Description
In this stirring and insightful analysis, activist and scholar Keeanga-Yamahtta Taylor surveys the historical and contemporary ravages of racism and persistence of structural inequality such as mass incarceration and Black unemployment. In this context, she argues that this new struggle against police violence holds the potential to reignite a broader push for Black liberation.
Author: Keeanga-Yamahtta Taylor
Publisher: Haymarket Books
Published: 06/01/2021
Pages: 320
Binding Type: Paperback
Weight: 0.88lbs
Size: 8.40h x 5.40w x 0.90d
ISBN13: 9781642594553
ISBN10: 1642594555
BISAC Categories:
- Social Science | Discrimination
- Social Science | Ethnic Studies | American | African American & Black Studies
- Political Science | Civil Rights
About the Author
Keeanga-Yamahtta Taylor writes and speaks on Black politics, social movements, and racial inequality in the United States. She is author of From #BlackLivesMatter to Black Liberation, which won the Lannan Cultural Freedom Award for an Especially Notable Book in 2016. She is also editor of How We Get Free: Black Feminism and the Combahee River Collective, which won the Lambda Literary Award for LGBQT nonfiction in 2018. Her third book, Race for Profit: How Banks and the Real Estate Industry Undermined Black Homeownership, was a finalist for a National Book Award for nonfiction, and a finalist for the Pulitzer Prize for History.
Taylor is a Contributing Opinion Writer for the New York Times and a columnist at The New Yorker. Her writing has appeared in the Los Angeles Times, Boston Review, Paris Review, Guardian, The Nation, Jacobin, and Souls: A Critical Journal of Black Politics, Culture, and Society, among others.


(To do)
Starting with the line that holds "Enumerate the UI" and stopping after the line that holds "UI element localization: list", repeat the lines below word for word, without the pictures.
- - -
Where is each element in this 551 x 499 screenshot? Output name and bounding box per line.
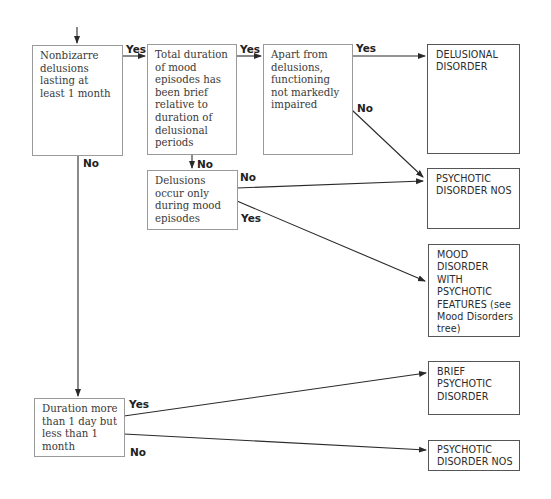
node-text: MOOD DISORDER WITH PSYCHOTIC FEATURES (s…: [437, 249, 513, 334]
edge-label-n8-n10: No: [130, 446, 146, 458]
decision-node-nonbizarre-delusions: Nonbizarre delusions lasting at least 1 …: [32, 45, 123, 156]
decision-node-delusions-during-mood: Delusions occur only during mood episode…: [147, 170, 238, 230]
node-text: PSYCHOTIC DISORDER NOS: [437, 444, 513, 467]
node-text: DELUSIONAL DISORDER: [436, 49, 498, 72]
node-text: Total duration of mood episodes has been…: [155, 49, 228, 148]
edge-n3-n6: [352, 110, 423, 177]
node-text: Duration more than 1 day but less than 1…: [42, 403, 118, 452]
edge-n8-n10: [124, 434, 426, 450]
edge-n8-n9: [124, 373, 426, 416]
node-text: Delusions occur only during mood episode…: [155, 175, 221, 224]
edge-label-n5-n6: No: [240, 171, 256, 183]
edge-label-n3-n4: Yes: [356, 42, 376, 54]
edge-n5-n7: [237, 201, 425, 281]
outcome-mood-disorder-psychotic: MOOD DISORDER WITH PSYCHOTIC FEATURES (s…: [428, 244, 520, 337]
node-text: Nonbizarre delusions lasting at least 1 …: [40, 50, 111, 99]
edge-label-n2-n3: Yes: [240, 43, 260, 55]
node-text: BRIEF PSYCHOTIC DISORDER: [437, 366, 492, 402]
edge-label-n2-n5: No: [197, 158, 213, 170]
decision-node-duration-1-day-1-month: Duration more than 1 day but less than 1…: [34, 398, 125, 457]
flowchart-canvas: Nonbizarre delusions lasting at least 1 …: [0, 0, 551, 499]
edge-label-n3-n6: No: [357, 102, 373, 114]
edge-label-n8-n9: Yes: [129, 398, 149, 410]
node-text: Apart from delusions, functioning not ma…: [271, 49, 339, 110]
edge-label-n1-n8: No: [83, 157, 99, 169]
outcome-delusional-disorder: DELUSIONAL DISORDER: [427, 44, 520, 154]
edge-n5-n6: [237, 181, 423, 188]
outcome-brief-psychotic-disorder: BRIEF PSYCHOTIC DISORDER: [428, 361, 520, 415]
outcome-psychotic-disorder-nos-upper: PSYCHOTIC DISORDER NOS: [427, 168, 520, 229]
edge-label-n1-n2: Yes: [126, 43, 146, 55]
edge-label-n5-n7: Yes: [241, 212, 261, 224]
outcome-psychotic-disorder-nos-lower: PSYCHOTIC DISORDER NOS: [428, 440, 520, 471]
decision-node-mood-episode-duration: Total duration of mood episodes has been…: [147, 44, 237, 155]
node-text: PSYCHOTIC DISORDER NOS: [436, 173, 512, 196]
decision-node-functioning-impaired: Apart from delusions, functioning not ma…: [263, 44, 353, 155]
- - -
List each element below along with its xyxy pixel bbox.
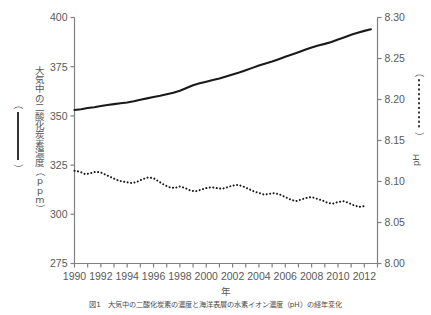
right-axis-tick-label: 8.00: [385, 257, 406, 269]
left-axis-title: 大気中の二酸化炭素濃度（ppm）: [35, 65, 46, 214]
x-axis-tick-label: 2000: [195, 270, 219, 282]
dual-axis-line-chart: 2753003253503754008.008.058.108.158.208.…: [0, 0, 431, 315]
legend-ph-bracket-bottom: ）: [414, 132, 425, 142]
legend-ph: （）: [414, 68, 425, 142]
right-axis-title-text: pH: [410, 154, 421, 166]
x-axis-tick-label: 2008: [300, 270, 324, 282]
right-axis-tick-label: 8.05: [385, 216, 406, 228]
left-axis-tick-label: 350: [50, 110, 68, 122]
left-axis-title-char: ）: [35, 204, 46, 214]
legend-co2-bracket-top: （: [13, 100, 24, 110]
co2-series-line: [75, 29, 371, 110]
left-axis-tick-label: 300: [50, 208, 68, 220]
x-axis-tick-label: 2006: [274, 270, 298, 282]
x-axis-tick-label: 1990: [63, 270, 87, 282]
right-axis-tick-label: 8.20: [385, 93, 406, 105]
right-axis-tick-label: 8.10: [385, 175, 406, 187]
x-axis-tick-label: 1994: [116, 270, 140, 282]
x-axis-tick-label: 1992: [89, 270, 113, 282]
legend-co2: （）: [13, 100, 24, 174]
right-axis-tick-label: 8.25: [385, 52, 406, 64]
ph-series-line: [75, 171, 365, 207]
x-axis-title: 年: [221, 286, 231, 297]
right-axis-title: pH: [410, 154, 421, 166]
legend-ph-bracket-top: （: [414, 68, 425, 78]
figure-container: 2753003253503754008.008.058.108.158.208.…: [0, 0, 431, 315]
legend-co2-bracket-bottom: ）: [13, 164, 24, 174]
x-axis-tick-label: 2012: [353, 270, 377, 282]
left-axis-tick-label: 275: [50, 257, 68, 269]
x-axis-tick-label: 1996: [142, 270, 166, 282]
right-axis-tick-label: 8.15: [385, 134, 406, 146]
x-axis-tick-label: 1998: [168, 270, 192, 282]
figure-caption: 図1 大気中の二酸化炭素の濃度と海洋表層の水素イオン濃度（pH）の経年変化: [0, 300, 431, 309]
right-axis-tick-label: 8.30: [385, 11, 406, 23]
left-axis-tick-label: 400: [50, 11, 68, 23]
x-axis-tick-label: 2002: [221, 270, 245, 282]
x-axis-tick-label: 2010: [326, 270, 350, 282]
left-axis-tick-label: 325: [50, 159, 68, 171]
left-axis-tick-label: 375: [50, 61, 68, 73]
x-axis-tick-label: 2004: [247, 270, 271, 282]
- - -
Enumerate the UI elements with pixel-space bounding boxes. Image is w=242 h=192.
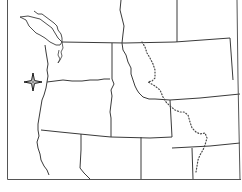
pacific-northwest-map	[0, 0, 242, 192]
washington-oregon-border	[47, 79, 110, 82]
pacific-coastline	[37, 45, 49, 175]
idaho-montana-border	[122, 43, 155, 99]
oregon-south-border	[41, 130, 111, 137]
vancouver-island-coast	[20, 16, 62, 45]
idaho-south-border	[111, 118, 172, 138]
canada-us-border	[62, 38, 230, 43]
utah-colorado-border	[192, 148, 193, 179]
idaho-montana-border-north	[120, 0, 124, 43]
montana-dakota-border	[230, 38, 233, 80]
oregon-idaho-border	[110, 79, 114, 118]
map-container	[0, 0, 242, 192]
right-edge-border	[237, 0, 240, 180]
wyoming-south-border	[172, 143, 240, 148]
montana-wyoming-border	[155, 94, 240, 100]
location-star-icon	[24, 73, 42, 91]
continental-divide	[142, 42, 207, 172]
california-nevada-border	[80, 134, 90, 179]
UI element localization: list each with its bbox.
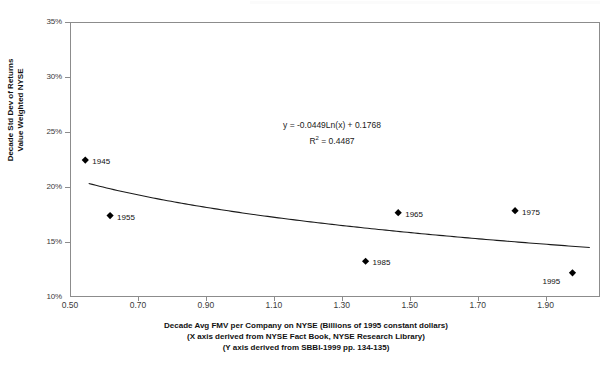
- - -
(Problem solution)
Enumerate the UI elements with pixel-space bounding boxes. Image is w=242 h=192.
pacific-northwest-map	[0, 0, 242, 192]
washington-oregon-border	[47, 79, 110, 82]
pacific-coastline	[37, 45, 49, 175]
idaho-montana-border	[122, 43, 155, 99]
oregon-south-border	[41, 130, 111, 137]
vancouver-island-coast	[20, 16, 62, 45]
idaho-south-border	[111, 118, 172, 138]
canada-us-border	[62, 38, 230, 43]
utah-colorado-border	[192, 148, 193, 179]
idaho-montana-border-north	[120, 0, 124, 43]
montana-dakota-border	[230, 38, 233, 80]
oregon-idaho-border	[110, 79, 114, 118]
map-container	[0, 0, 242, 192]
right-edge-border	[237, 0, 240, 180]
wyoming-south-border	[172, 143, 240, 148]
montana-wyoming-border	[155, 94, 240, 100]
location-star-icon	[24, 73, 42, 91]
continental-divide	[142, 42, 207, 172]
california-nevada-border	[80, 134, 90, 179]
UI element localization: list each with its bbox.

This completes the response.